[Math] Ratio of circumradius to inradius of a regular tetrahedron

big-listeuclidean-geometrygeometrysimplex

The circumradius of a set in $\mathbb{R}^n$ is the radius of the smallest sphere enclosing the set. Similarly, the inradius is the radius of the largest sphere fitting inside a set.

Question: What is the ratio $\frac{\text{circumradius}}{\text{inradius}}$ for a regular tetrahedron?


This is one of my all time favorite questions because it admits at least three very different solutions, two of which fit anyone's definition of "elegant". I'm posting my favorite solution, but I am keen to see what solutions others can come up with.

Best Answer

Assuming the $\text{centroid}\equiv\text{incenter}\equiv\text{circumcenter}$ of the regular tetrahedron $ABCD$ lies at the origin, i.e. $A+B+C+D=0$, the ratio $\frac{R}{r}$ equals $\frac{OA}{OA'}$ with $A'$ being the centroid of $BCD$. Hence $$ \frac{R}{r} = \frac{3\|A\|}{\|B+C+D\|} =\frac{3\|A\|}{\|A\|} = 3 $$ with a straightforward generalization to the regular $n$-simplex.

This can be shown also by embedding $ABCD$ in $\mathbb{R}^4$ via $A\mapsto(1,0,0,0),B\mapsto(0,1,0,0),$ $C\mapsto(0,0,1,0),$ $D\mapsto(0,0,0,1)$. Metric computations in this framework are utterly simple.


EXERCISE DIRECTIONS: What lines in the material hold the string "YYYY"? Copy out each of them.

MATERIAL FOR THIS TASK:
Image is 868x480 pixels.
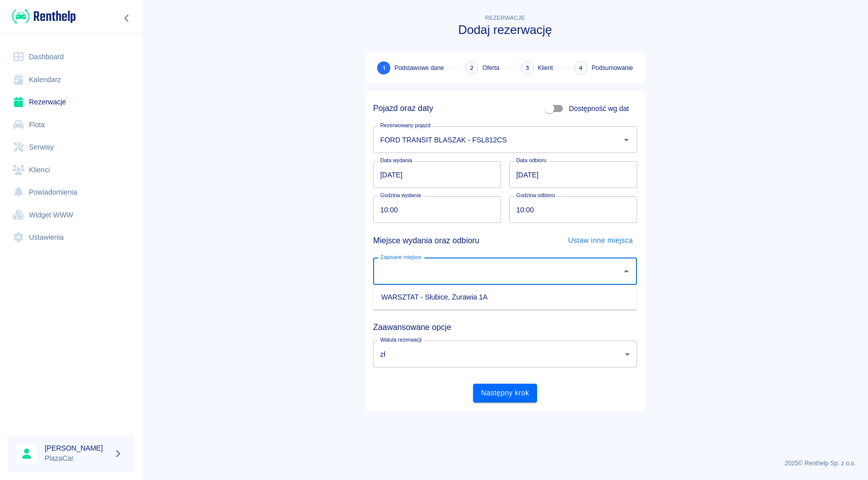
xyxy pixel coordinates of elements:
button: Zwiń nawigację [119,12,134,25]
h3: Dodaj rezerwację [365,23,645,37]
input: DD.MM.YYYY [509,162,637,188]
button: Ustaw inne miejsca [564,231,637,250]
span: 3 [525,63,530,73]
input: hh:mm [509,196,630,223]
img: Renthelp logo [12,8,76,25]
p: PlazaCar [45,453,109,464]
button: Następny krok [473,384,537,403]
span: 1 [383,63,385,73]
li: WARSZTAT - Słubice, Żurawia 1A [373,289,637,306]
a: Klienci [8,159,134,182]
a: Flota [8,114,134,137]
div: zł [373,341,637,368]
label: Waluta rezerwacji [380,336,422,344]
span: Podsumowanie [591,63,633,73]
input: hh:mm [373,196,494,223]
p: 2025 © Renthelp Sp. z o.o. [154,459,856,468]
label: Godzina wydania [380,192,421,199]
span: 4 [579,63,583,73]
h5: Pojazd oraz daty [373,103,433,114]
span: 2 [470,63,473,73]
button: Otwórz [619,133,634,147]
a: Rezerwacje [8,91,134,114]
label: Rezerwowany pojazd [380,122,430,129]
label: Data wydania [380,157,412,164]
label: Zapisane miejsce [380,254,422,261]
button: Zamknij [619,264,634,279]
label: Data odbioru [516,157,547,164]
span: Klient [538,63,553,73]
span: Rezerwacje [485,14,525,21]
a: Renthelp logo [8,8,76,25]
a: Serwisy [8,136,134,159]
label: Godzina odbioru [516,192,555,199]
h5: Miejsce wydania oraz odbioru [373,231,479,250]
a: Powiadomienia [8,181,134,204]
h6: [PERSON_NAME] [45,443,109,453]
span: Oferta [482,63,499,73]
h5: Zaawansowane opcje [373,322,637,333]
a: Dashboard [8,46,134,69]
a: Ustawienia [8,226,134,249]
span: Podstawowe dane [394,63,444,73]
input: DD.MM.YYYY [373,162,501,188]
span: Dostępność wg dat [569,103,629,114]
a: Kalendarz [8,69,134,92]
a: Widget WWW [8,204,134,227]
==
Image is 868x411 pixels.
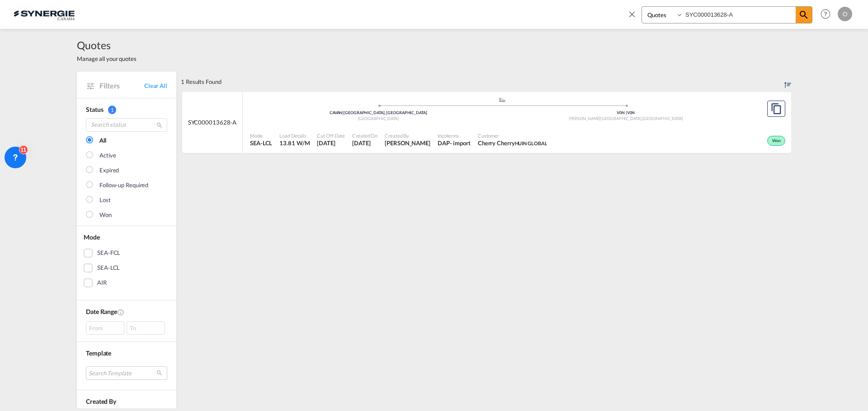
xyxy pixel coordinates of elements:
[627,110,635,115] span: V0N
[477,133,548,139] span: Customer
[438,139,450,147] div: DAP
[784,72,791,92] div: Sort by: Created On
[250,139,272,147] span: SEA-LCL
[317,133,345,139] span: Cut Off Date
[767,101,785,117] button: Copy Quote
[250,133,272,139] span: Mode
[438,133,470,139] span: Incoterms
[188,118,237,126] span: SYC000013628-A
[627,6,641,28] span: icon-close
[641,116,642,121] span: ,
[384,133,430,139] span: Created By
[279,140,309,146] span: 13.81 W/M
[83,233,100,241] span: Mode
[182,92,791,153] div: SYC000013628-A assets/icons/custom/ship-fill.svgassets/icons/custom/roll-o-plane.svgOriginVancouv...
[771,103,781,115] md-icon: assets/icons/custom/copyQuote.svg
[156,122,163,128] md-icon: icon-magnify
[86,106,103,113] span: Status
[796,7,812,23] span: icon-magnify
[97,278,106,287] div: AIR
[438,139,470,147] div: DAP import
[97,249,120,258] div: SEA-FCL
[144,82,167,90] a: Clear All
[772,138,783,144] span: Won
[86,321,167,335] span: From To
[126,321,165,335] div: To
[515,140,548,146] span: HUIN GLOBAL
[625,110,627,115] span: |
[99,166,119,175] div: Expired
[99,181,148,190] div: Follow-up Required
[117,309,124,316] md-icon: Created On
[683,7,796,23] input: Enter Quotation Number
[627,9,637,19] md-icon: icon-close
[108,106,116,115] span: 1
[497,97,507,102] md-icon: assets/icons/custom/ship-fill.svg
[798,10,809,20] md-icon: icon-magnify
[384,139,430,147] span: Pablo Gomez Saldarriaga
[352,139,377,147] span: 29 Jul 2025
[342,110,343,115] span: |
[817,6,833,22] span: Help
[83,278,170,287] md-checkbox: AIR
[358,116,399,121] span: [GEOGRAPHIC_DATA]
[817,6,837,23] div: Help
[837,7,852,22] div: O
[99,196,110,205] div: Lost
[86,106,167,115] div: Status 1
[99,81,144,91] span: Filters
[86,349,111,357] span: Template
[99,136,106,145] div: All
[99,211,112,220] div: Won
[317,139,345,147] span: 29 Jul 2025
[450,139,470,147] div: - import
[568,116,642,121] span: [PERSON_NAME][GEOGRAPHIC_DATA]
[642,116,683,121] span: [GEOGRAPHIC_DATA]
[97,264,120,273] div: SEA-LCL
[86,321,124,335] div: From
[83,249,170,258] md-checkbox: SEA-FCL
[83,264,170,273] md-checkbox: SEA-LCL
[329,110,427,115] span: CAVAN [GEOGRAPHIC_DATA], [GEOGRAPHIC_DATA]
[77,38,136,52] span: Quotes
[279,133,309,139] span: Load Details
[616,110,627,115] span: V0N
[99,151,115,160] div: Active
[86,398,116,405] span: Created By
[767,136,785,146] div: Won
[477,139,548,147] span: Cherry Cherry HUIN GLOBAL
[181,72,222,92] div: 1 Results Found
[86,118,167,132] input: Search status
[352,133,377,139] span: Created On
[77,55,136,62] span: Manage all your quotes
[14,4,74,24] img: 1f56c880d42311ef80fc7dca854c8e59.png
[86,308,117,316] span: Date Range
==
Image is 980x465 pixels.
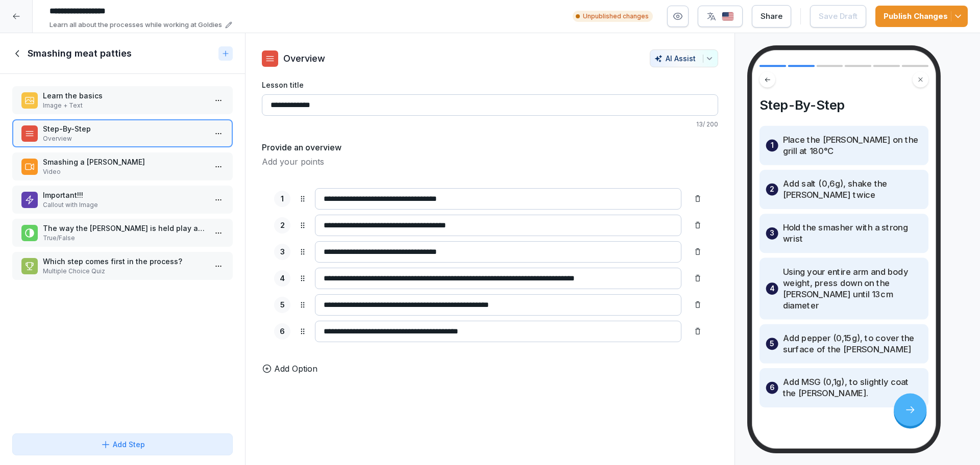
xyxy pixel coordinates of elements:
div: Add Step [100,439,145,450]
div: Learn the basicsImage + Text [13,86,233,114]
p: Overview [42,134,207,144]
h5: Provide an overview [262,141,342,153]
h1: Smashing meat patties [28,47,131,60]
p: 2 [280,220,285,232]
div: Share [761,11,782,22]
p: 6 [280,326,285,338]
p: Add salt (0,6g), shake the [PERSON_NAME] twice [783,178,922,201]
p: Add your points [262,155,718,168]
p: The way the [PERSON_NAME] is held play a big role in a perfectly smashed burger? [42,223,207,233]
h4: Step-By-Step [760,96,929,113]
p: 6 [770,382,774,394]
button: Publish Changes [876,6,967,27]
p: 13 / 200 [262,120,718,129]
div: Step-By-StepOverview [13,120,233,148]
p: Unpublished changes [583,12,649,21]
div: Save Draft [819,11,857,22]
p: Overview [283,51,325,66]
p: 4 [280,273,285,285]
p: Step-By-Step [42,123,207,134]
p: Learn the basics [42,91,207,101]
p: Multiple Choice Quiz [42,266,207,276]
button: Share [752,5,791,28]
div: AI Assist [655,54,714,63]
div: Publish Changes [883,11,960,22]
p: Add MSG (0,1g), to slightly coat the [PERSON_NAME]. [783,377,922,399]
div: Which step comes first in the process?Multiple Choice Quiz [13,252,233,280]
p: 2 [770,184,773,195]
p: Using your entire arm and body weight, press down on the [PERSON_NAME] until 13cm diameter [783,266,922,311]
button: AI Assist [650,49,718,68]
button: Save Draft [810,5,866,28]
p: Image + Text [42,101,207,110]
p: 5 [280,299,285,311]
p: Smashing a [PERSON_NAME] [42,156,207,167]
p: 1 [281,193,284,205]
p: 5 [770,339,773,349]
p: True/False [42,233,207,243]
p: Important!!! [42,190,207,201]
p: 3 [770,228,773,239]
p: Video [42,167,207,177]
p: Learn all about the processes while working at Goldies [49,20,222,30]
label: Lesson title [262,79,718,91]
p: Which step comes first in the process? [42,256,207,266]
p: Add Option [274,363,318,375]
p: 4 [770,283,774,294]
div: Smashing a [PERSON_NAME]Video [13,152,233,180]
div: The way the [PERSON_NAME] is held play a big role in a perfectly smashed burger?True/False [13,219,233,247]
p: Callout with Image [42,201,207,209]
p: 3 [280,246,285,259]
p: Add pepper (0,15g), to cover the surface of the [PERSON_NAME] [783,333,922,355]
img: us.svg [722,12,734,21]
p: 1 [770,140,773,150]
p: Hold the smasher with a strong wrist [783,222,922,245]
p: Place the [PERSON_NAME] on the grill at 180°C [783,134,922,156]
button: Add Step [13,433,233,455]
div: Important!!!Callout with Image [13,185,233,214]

WRITTEN REPLY:
input: DD.MM.YYYY [509,162,637,188]
input: DD.MM.YYYY [373,162,501,188]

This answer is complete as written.